Definition
Retrieval precision is the fraction of documents returned by a search system that are actually relevant to the user’s query. If a system returns 10 documents and 7 are relevant, precision is 70%. It is typically measured at a specific cut-off point — Precision@5 (of the top 5 results, how many are relevant) or Precision@10 — because users rarely look beyond the first page of results. In legal AI, precision matters because every irrelevant result wastes a professional’s time and, in RAG systems, dilutes the context provided to the language model.
Why it matters
- User efficiency — tax advisors have limited time; high precision means they spend less time sifting through irrelevant results and more time on the relevant provisions
- RAG context quality — in retrieval-augmented generation, retrieved documents become the language model’s context window; low precision means the model receives noisy, irrelevant passages that can degrade answer quality or trigger hallucination
- Trust — a system that consistently returns irrelevant results erodes user confidence, even if the relevant result is somewhere in the list; precision directly affects perceived system quality
- Complementary to recall — precision and recall measure different aspects of retrieval quality; a system needs both to be effective
How it works
Precision is computed by dividing the number of relevant documents retrieved by the total number of documents retrieved:
Precision@k = (relevant documents in top k) / k
Evaluation requires a labelled test set where human annotators have identified which documents are relevant for each query. The system’s ranked output is then compared against these relevance judgements.
Precision-recall trade-off: precision and recall are inversely related. Returning more documents (higher recall — fewer relevant documents are missed) typically reduces precision (more irrelevant documents are included). The retrieval pipeline’s architecture — particularly the reranking stage — aims to maximise both by placing the most relevant documents at the top.
Mean Average Precision (MAP) extends precision by considering the ranking of relevant documents, not just their count. It rewards systems that place relevant documents higher in the ranked list. This is particularly important for legal search, where the first few results receive the most attention.
Precision in RAG specifically: in a RAG system, the top-k retrieved passages are concatenated into the language model’s context. Low precision means irrelevant passages occupy context window slots that could have been used for relevant sources, potentially causing the model to ignore important information or be distracted by noise.
Improving precision typically involves better query understanding (interpreting the user’s intent correctly), more effective reranking (scoring candidates with a deeper semantic model), and metadata filtering (excluding documents that are topically related but contextually wrong — e.g., legislation from the wrong jurisdiction or time period).
Common questions
Q: What is a good precision score for legal search?
A: Precision@5 above 80% is generally considered strong for legal retrieval. This means 4 out of the top 5 results are relevant. In practice, the acceptable threshold depends on the use case — exploratory research tolerates lower precision, while specific question answering demands higher precision.

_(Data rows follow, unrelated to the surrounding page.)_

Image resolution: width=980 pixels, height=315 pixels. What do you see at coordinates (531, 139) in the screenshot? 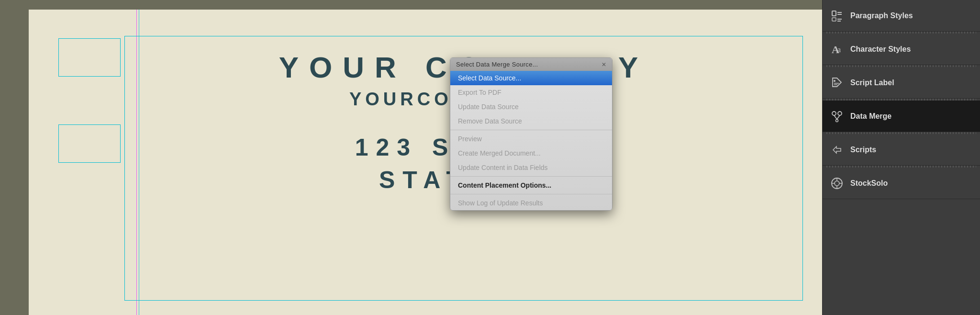
I see `menu-item-preview: Preview` at bounding box center [531, 139].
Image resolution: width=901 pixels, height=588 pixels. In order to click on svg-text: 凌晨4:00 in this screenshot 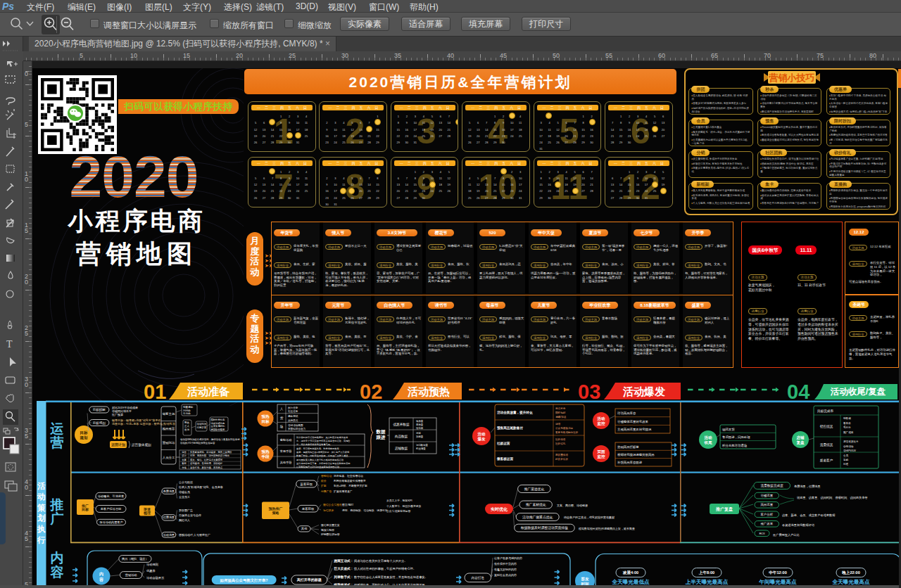, I will do `click(631, 573)`.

Q: How is precision different from accuracy?
A: Accuracy measures overall correctness across all predictions (including documents correctly not retrieved). Precision specifically measures the quality of what was returned. A system that returns nothing has undefined precision but could have high accuracy if most documents are indeed irrelevant.
References
Andrew Turpin et al. (2006), “User performance versus precision measures for simple search tasks”, .
Donald Metzler et al. (2007), “Linear feature-based models for information retrieval”, Information Retrieval.
I. El-Naqa et al. (2004), “A Similarity Learning Approach to Content-Based Image Retrieval: Application to Digital Mammography”, IEEE Transactions on Medical Imaging.